Coping with email overload

Spam happens, says David Ludlow.

Written by David Ludlow

You log in via the leased line at work. At home it's broadband. Abroad your laptop is connected to a mobile phone. In hotels the phone is connected to a unified messaging server. Everywhere else the personal digital assistant comes out to play.

And when we can't connect directly, we get information sent to us by email, by phone, by fax. We want information now and we want it tailored just for us.

We tick boxes on websites stating our interest. On servers we create digital replicas of ourselves, processing information that fits our profile.

There we sit next to thousands of other cyber clones. Some of them are real, some don't even exist, many are duplicates of people who have lost their passwords.

Marketing people in fancy suits will write this up as 'better dissemination of information'. That's usually when they try to help. Suddenly, the information that we deem of interest is no longer good enough. Now we have to be sent emails about products and services 'that might be of interest'.

We are children. The computer is god. But what does all this give us? We don't get anything important. There will be no email saying: 'World ends'. No SMS from above reading: 'U R Ded, C U l8r'. We don't feel smarter. We don't feel like we know everything. We feel lost. We feel threatened.

But, clearly, it's our fault. There are surveys to prove it. There are products to prevent it. There are statistics. And statistics are proof of everything.

Statistics say that 33 per cent of email is useless, 66 per cent of companies have a spam problem, 52 per cent of users waste two man-hours each year dealing with their email, and 29 per cent of cat owners are more likely to get junk mail. The analyst reports say it all. But how do they tell us? Through email.

But, they say, better spam management will save us all. This is our Grail. But is it a fake quest, a waste of our time?

Statistics can always be called into question. How often do they tell us something we don't already know? The solution is fine in principle, but how do we deal better with spam? With filters? With better management? With a magic Smurf?

The answers aren't clear. Spam happens. For every server blocked another one takes its place. For every message identified and blocked, there are 10 more to take its place. For every 'helpful' email telling us about it, there's the Delete key.

I don't like any kind of bulk email but I don't worry about it, just as I don't worry about throwing away junk mail posted through my door. And I don't see a lot of surveys showing how much of my life I waste doing that.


● **WHAT THE TASK REQUIRES**: Beneath this sentence is a listing. Return its lines from the one containing "Find the location" through the last, exactly, and omit the pictures.

● **DATA IN THIS EXERCISE**:
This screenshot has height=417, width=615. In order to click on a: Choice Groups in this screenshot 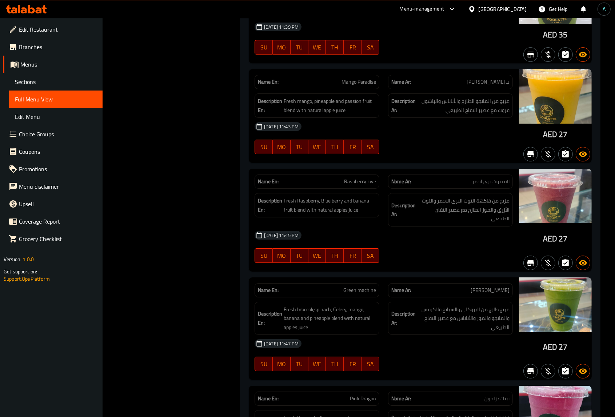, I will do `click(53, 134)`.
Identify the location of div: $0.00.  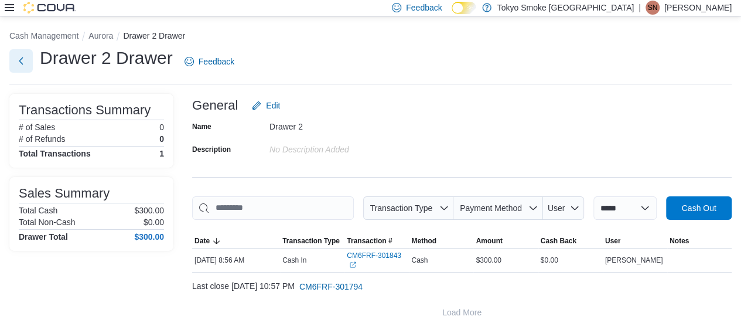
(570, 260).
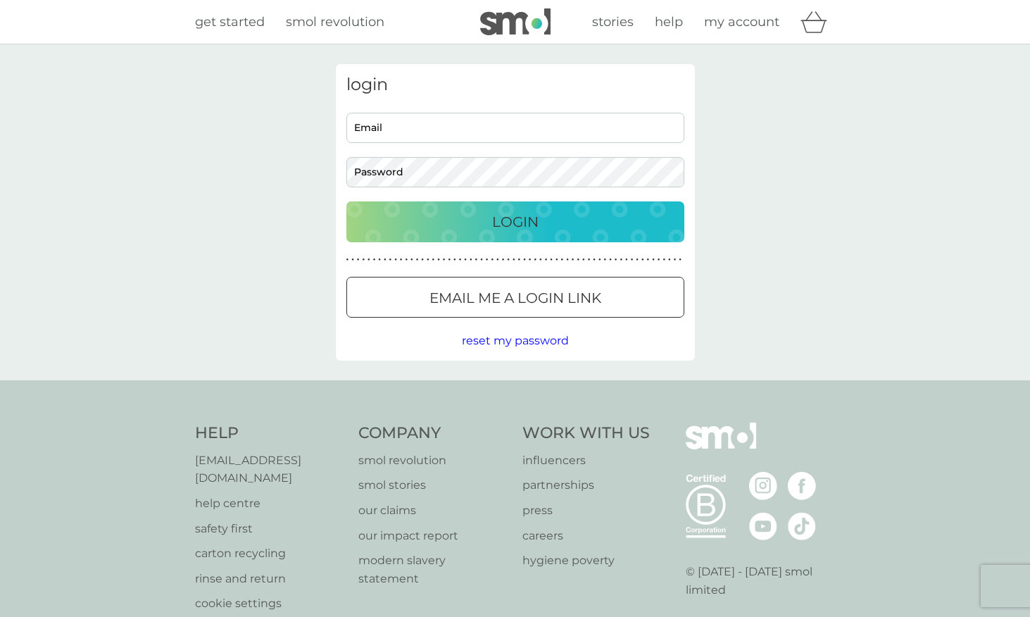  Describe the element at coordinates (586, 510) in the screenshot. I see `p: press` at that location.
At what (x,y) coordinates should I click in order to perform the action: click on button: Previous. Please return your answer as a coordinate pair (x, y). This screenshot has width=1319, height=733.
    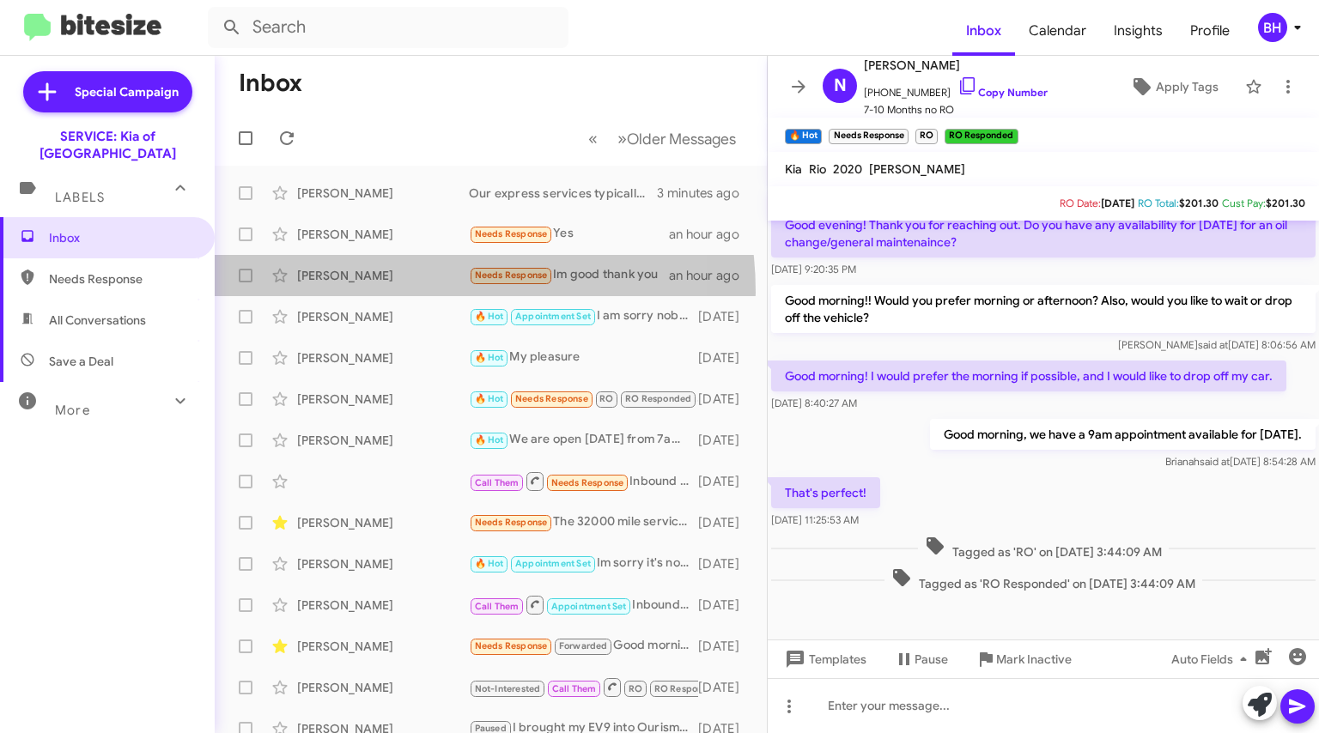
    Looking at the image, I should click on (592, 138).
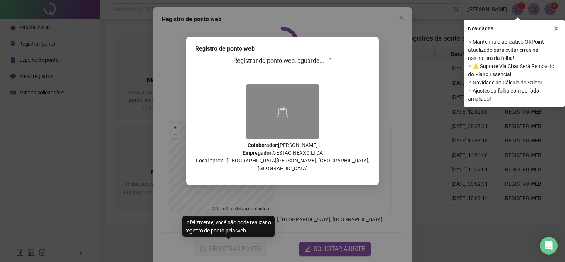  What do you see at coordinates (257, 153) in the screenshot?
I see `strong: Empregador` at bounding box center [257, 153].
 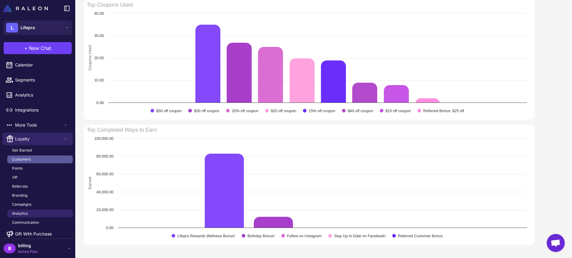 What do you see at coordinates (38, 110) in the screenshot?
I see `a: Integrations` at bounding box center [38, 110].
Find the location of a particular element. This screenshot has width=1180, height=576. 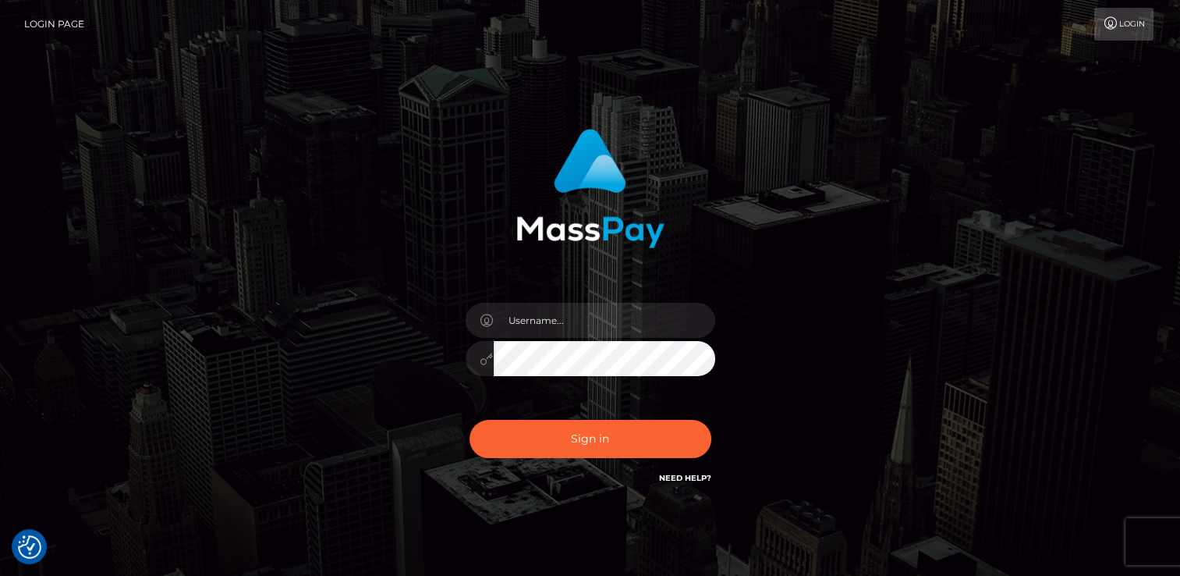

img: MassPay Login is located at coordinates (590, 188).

● **WORKED SOLUTION**:
Find the location of a particular element. This screenshot has width=1180, height=576. 

img: MassPay Login is located at coordinates (590, 188).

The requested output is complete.